Russell:  I'll tell you where I think you could have a lot of power with these breakout rooms. For example, if you sub some type of collaborative activity. Let's say you've got the students to have a discussion and brainstorm some ideas in a Padlet. They go into their breakout rooms that open up a Padlet, they work together.

They put their ideas up onto that Padlet. Then they come out of their breakout rooms and individuals could then open up the Padlet on the screen for the whole class to see.

That can be really quite powerful way of working with a technology or even to a degree interacting with a coursebook because if the students have the PDF version or the interactive version of the coursebook, when the students go into groups, they can open up the coursebook onto the screen. The whole group can see it in the breakout room.

They could even interact with it by writing on it or marking things on it. There are actually quite a lot of activities that in a way are almost easier to do in a breakout room than they would be, for example, if the students were sitting down with their books open simply because of the visual element of the book itself or even say for example, sharing video content.

When you put students into breakout rooms, you haven't got that problem that you might have if they're all trying to bundle around of computer screen to watch the video there is sitting in front of you. The students move into a breakout room, one of them plays the video, and it's all completely clear to everybody.

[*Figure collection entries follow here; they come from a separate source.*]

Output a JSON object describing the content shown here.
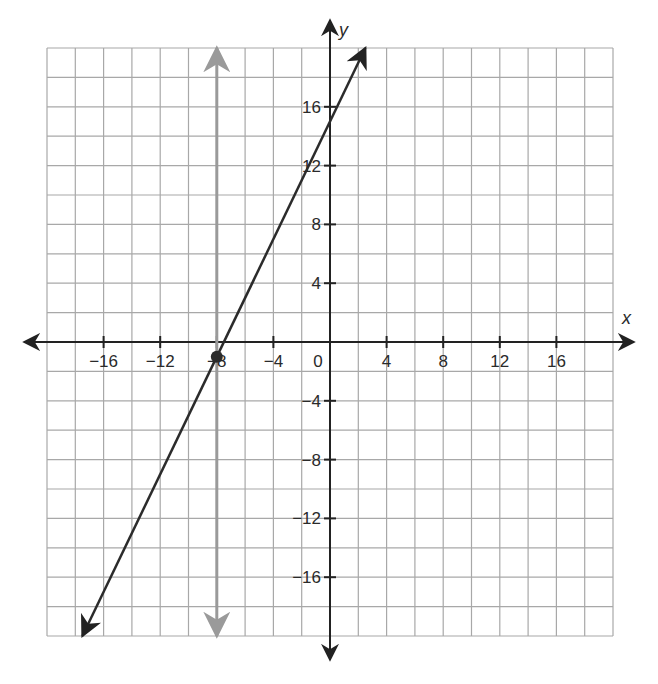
{
  "chart_data": {
    "type": "line",
    "title": "",
    "xlabel": "x",
    "ylabel": "y",
    "xlim": [
      -20,
      20
    ],
    "ylim": [
      -20,
      20
    ],
    "grid": true,
    "grid_step": 2,
    "x_ticks": [
      -16,
      -12,
      -8,
      -4,
      0,
      4,
      8,
      12,
      16
    ],
    "x_tick_labels": [
      "−16",
      "−12",
      "−8",
      "−4",
      "0",
      "4",
      "8",
      "12",
      "16"
    ],
    "y_ticks": [
      16,
      12,
      8,
      4,
      -4,
      -8,
      -12,
      -16
    ],
    "y_tick_labels": [
      "16",
      "12",
      "8",
      "4",
      "−4",
      "−8",
      "−12",
      "−16"
    ],
    "series": [
      {
        "name": "line y = 2x + 15",
        "kind": "line",
        "slope": 2,
        "intercept": 15,
        "x": [
          -17.5,
          2.5
        ],
        "y": [
          -20,
          20
        ],
        "color": "#2b2b2b",
        "arrows": true
      },
      {
        "name": "vertical line x = -8",
        "kind": "vertical",
        "x": [
          -8,
          -8
        ],
        "y": [
          -20,
          20
        ],
        "color": "#9a9a9a",
        "arrows": true
      },
      {
        "name": "point",
        "kind": "point",
        "x": [
          -8
        ],
        "y": [
          -1
        ],
        "color": "#2b2b2b"
      }
    ],
    "legend": null
  },
  "colors": {
    "grid": "#a8a8a8",
    "axis": "#222222",
    "line": "#2b2b2b",
    "vertical": "#9a9a9a"
  }
}
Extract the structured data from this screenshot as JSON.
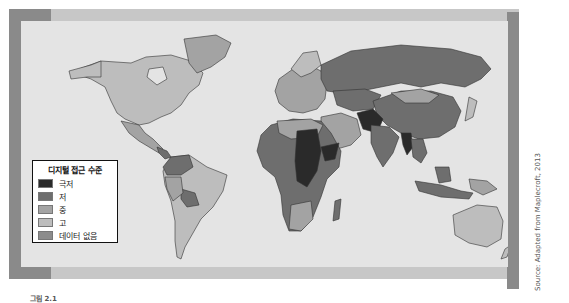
{
  "legend": {
    "title": "디지털 접근 수준",
    "items": [
      {
        "label": "극저",
        "color": "#2a2a2a"
      },
      {
        "label": "저",
        "color": "#6e6e6e"
      },
      {
        "label": "중",
        "color": "#a3a3a3"
      },
      {
        "label": "고",
        "color": "#bdbdbd"
      },
      {
        "label": "데이터 없음",
        "color": "#8c8c8c"
      }
    ]
  },
  "source": "Source: Adapted from Maplecroft, 2013",
  "caption": "그림 2.1",
  "colors": {
    "ocean": "#e4e4e4",
    "frame_light": "#c7c7c7",
    "frame_dark": "#8a8a8a",
    "very_low": "#2a2a2a",
    "low": "#6e6e6e",
    "medium": "#a3a3a3",
    "high": "#bdbdbd",
    "no_data": "#8c8c8c"
  }
}
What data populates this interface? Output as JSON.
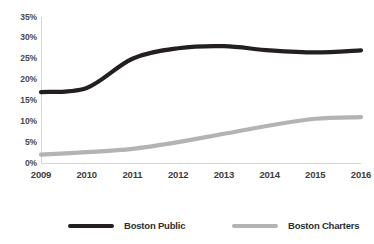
{
  "chart_data": {
    "type": "line",
    "title": "",
    "xlabel": "",
    "ylabel": "",
    "x": [
      2009,
      2010,
      2011,
      2012,
      2013,
      2014,
      2015,
      2016
    ],
    "categories": [
      "2009",
      "2010",
      "2011",
      "2012",
      "2013",
      "2014",
      "2015",
      "2016"
    ],
    "series": [
      {
        "name": "Boston Public",
        "color": "#231f20",
        "values": [
          17,
          18,
          25,
          27.5,
          28,
          27,
          26.5,
          27
        ]
      },
      {
        "name": "Boston Charters",
        "color": "#b3b3b3",
        "values": [
          2,
          2.6,
          3.4,
          5,
          7,
          9,
          10.6,
          11
        ]
      }
    ],
    "ylim": [
      0,
      35
    ],
    "ytick_values": [
      0,
      5,
      10,
      15,
      20,
      25,
      30,
      35
    ],
    "ytick_labels": [
      "0%",
      "5%",
      "10%",
      "15%",
      "20%",
      "25%",
      "30%",
      "35%"
    ],
    "xlim": [
      2009,
      2016
    ],
    "grid": false,
    "legend_position": "bottom"
  },
  "axes": {
    "y_ticks": [
      {
        "label": "35%",
        "value": 35
      },
      {
        "label": "30%",
        "value": 30
      },
      {
        "label": "25%",
        "value": 25
      },
      {
        "label": "20%",
        "value": 20
      },
      {
        "label": "15%",
        "value": 15
      },
      {
        "label": "10%",
        "value": 10
      },
      {
        "label": "5%",
        "value": 5
      },
      {
        "label": "0%",
        "value": 0
      }
    ],
    "x_ticks": [
      {
        "label": "2009",
        "value": 2009
      },
      {
        "label": "2010",
        "value": 2010
      },
      {
        "label": "2011",
        "value": 2011
      },
      {
        "label": "2012",
        "value": 2012
      },
      {
        "label": "2013",
        "value": 2013
      },
      {
        "label": "2014",
        "value": 2014
      },
      {
        "label": "2015",
        "value": 2015
      },
      {
        "label": "2016",
        "value": 2016
      }
    ]
  },
  "legend": {
    "entries": [
      {
        "label": "Boston Public",
        "color": "#231f20"
      },
      {
        "label": "Boston Charters",
        "color": "#b3b3b3"
      }
    ]
  },
  "title_sliver": {
    "text": ""
  }
}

One other thing I'd say about kind of the live sessions is you've got to take a break. At the moment, one thing is the teacher thinks that they've got to be on task all the time. Why not tell your students, "Open up your book, read this text and come back in a couple of minutes and we're going to then do a brainstorming activity around the vocabulary."

You've just come across all the words that you don't understand or something like that. That might be jumping off and going on and completing a Google form. I did in some contents of the strategic and say, "Right, OK, I've got this Google form here. I'm going to share it with you and you can answer the questions and then we're going to come back in about five minutes."

You can do activities like that as well.

Ross:  I think that thing was silence is so interesting because in a classroom it would be pretty normal to just have a period of silence where the students are just sitting reading. If for example, if we had a minute of silence on this phone conversation now it would be awkward. I can see why teachers would be quite hesitant just to have no talking for a period in the class.

Russell:  I wonder whether or not, for example, the student, teachers might have to learn to be able to do things like putting a bit of music in the backgrounds or thing while the students are doing a reading activity.

Use something to mark the time. "I'm going to go off and do a reading now." I'll even put a timer onto the screen and, "You've got three minutes to read this passage. Now come back into the lesson." Teachers have got to get used to that to accept that there might be silence in their Zoom session.

 

Ross:  Russell, thank you so much for joining us. What's the best place for listeners to go to find out more about you and to access some of the great resources that you've got to help teachers teach with technology?

Russell:  Just go to teachertrainingvideos.com. It got lots of free videos that basically show teachers how to incorporate technology into their teaching and learning, and obviously at the moment it's very relevant and very popular.